In his years as a community organizer- instead of as the high paid attorney which he could have been- he must have been confronted with the reality that in this land of the free only the poor are free to die of untreated treatable diseases for which they would have had immediate care any place in Europe. That is important.
by Flavius on Thu, 09/11/2014 - 6:24am
Well, I don't meant to deny that health care reform was, and is, important.
I do think there was a moment in 2009 when it felt temporarily less important than other things that had become very pressing. Obama had three big things that the voters expected, and he wasn't wrong that they were all important. I do think he misjudged how the top three were ranked at certain moments.
by Doctor Cleveland on Thu, 09/11/2014 - 10:09am
The best analysis I have read of why 'boots on the ground' and "our need to act quickly" won't work. Senator Rogers mentioned both of those, see link below.
Obama said the mess is like Somalia or Yemen. Somalia is slowly being cleared of terror groups by local African forces. It has been a mess for over 20 years. As the Doc says, the locals must get fed up and take control, and we are not the locals.
If the sultans, sheiks, princely playboys and head choppers of Saudi Arabia want to speed the collapse of ISIS they could start by stopping the funding of them, and provide some of their own troops.
Republican Rogers in his Time op/ed gives this deceptive remark in his response to Obama's plan:
Total BS.
Turkey 'has capabilities'? How about 'Turkey could clean out ISIS in a month? They border both Iraq and Syria. They have over half a million active troops, 2000 aircraft, 3600+ tanks and a manpower pool of eligible men ready for service of over 30 million. If they had a 'keen interest' they would already have done the job.
by NCD on Thu, 09/11/2014 - 1:57pm
The problem is Arabs have very complicated relational patterns ... your family line crosses many other family lines so blood relations all across the Middle East are very complex. That means while nation may have a formidable military force, they have issues when it comes to fighting and killing their own kin.

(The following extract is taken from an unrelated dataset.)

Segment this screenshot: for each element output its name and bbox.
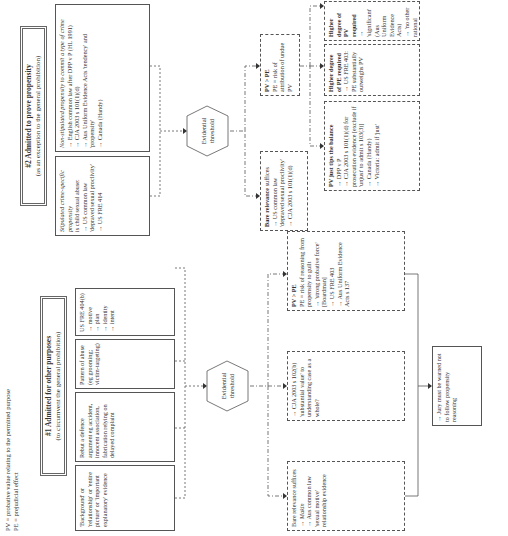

So who better to fight their battles ?... the US of course ! We don't let family/blood/kin ties interfere. And if someone wants to settle a blood feud, it would against some unknown and unsuspecting American caught off guard instead of clan against clan which would escalate into multiple clans clashing and dragging more into the melee crossing borders and so on.
by Beetlejuice on Thu, 09/11/2014 - 9:06pm
Charlie Wilson ... republican Representative from Texas in the late 70's and early 80's... championed using the mujahadeen in Afghanistan as proxies to fight the Russians. We supplied the tools and they supplied the bodies. We never got our hands dirty and the Russians got their butte's kicked hard.
url : https://en.wikipedia.org/wiki/Charlie_Wilson_(Texas_politician)
So if the US " needs " to engage the newest boogie-man in the Middle East, then use the people in the region as proxies, supply them with arms, ammo, food, medicine and so forth and let them die instead of US soldiers who have no dog in the game.
I may sound callous, but it's their region, and their religion, and their people, and their ethics, and their values, that are clashing, not ours.
The US should only " consider " boots-on-the-ground if the proxy war fails and those left standing are about to loose everything and the region is close to going up in smoke.
But once it reaches that late stage, I suspect "other " nations with dogs in the game will be more willing to "work " with the US to find a " permanent " solution and share the costs.